Personal credit score provider FICO has announced that it is going to launch a new model for credit scoring which will offer the consumers to assess the collection information in a better way.
FICO, a creator of one of the most widely used credit scores, said that the new credit score model will encourage the credit ratings of borrowers and help the lenders to better assess risk.
The company also said that under its latest credit score version medical debts would no longer be weighed as stringently as it was carried in previous iterations.
According to a FICO statement, the credit score changes will weigh medical debt less heavily than unpaid credit card debt and other collection information.
A Wall Street Journal report also said that under its latest version the credit score provider will not be considering previous overdue bills that have been already paid by the borrowers.
“Lenders can avail the new scores through the US credit reporting agencies starting this fall,” FICO said.
The development comes after the 2014 report issued by the US Consumer Financial Protection Bureau (CFPB) said that credit scores excessively penalize consumers with medical debt in comparison to other forms of debt.
“Given the critical role that credit scores play in consumers’ lives, we welcome steps by industry to adjust how it weighs medical debt in order to be as precise as possible in predicting the creditworthiness of a consumer,” a CFPB spokesman said on Friday.
John Ulzheimer, a credit expert and a former FICO employee, said that FICO’s new scoring model will help in identifying risky borrowers and also facilitate the sub-prime lenders to lessen their risk of engaging in business with such borrowers in a better way.
“I’m not exactly sure what impact this is going to have on sub-prime lenders, because for the score to be meaningful to the customers, the lenders have to actually start using that score,” Ulzheimer added.
FICO, which claims that its brand of scores is used by 90 percent American lenders, said that its new model also discount overdue medical payments and improve the median score by 25 points for individuals with unpaid medical debts.
Under the new scoring system, if a consumer has a median score of 711 and clean credit history but has unpaid medical debts then he/she is likely to see their FICO score rise by 25 points. This will lead to consumers mostly qualifying for more handsome interest rates on various loans. This in turn will result in raising the savings by u thousands of dollars.
“It probably doesn’t mean the difference between an approval and a denial, but it can mean the difference in a more advantageous rate,” said Ulzheimer.
According to the Federal Reserve, medical debt represents about half of the total debts going to collections in the US.
A latest Urban Institute study said more than a third of Americans have had a collections agency after them. Their number is about 64 million, says Wall Street Journal report, citing Experian, another credit-rating group.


BRIEF:
Without including any pictures, please copy every entry below exactly.

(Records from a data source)

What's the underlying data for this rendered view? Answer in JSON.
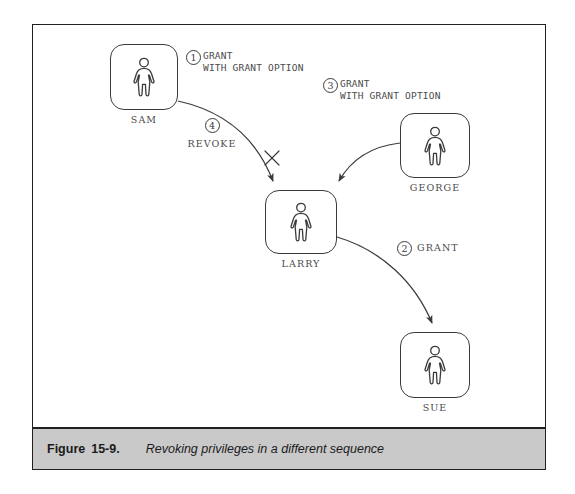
{
  "figure": {
    "caption_label": "Figure",
    "caption_number": "15-9.",
    "caption_title": "Revoking privileges in a different sequence"
  },
  "diagram": {
    "type": "flow-diagram",
    "nodes": [
      {
        "id": "sam",
        "label": "SAM",
        "icon": "person-icon",
        "x": 110,
        "y": 44,
        "w": 68,
        "h": 66
      },
      {
        "id": "george",
        "label": "GEORGE",
        "icon": "person-icon",
        "x": 400,
        "y": 113,
        "w": 70,
        "h": 65
      },
      {
        "id": "larry",
        "label": "LARRY",
        "icon": "person-icon",
        "x": 265,
        "y": 190,
        "w": 72,
        "h": 64
      },
      {
        "id": "sue",
        "label": "SUE",
        "icon": "person-icon",
        "x": 400,
        "y": 332,
        "w": 70,
        "h": 66
      }
    ],
    "edges": [
      {
        "id": "edge-1",
        "step": "1",
        "from": "sam",
        "to": "larry",
        "text_line1": "GRANT",
        "text_line2": "WITH GRANT OPTION",
        "revoked": true
      },
      {
        "id": "edge-2",
        "step": "2",
        "from": "larry",
        "to": "sue",
        "text_line1": "GRANT",
        "text_line2": "",
        "revoked": false
      },
      {
        "id": "edge-3",
        "step": "3",
        "from": "george",
        "to": "larry",
        "text_line1": "GRANT",
        "text_line2": "WITH GRANT OPTION",
        "revoked": false
      },
      {
        "id": "edge-4",
        "step": "4",
        "from": "sam",
        "to": "larry",
        "text_line1": "REVOKE",
        "text_line2": "",
        "revoked": false
      }
    ],
    "marks": [
      {
        "id": "revoke-cross",
        "type": "x-cross",
        "x": 272,
        "y": 158
      }
    ],
    "colors": {
      "frame": "#231f20",
      "node_stroke": "#3b3b3d",
      "arrow": "#3b3b3d",
      "text": "#4a4a4c",
      "caption_band": "#c9c9c9",
      "background": "#ffffff"
    }
  }
}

ANSWER TO THE PROBLEM:
What's the underlying data for this rendered view? Answer in JSON.
{
  "figure": {
    "caption_label": "Figure",
    "caption_number": "15-9.",
    "caption_title": "Revoking privileges in a different sequence"
  },
  "diagram": {
    "type": "flow-diagram",
    "nodes": [
      {
        "id": "sam",
        "label": "SAM",
        "icon": "person-icon",
        "x": 110,
        "y": 44,
        "w": 68,
        "h": 66
      },
      {
        "id": "george",
        "label": "GEORGE",
        "icon": "person-icon",
        "x": 400,
        "y": 113,
        "w": 70,
        "h": 65
      },
      {
        "id": "larry",
        "label": "LARRY",
        "icon": "person-icon",
        "x": 265,
        "y": 190,
        "w": 72,
        "h": 64
      },
      {
        "id": "sue",
        "label": "SUE",
        "icon": "person-icon",
        "x": 400,
        "y": 332,
        "w": 70,
        "h": 66
      }
    ],
    "edges": [
      {
        "id": "edge-1",
        "step": "1",
        "from": "sam",
        "to": "larry",
        "text_line1": "GRANT",
        "text_line2": "WITH GRANT OPTION",
        "revoked": true
      },
      {
        "id": "edge-2",
        "step": "2",
        "from": "larry",
        "to": "sue",
        "text_line1": "GRANT",
        "text_line2": "",
        "revoked": false
      },
      {
        "id": "edge-3",
        "step": "3",
        "from": "george",
        "to": "larry",
        "text_line1": "GRANT",
        "text_line2": "WITH GRANT OPTION",
        "revoked": false
      },
      {
        "id": "edge-4",
        "step": "4",
        "from": "sam",
        "to": "larry",
        "text_line1": "REVOKE",
        "text_line2": "",
        "revoked": false
      }
    ],
    "marks": [
      {
        "id": "revoke-cross",
        "type": "x-cross",
        "x": 272,
        "y": 158
      }
    ],
    "colors": {
      "frame": "#231f20",
      "node_stroke": "#3b3b3d",
      "arrow": "#3b3b3d",
      "text": "#4a4a4c",
      "caption_band": "#c9c9c9",
      "background": "#ffffff"
    }
  }
}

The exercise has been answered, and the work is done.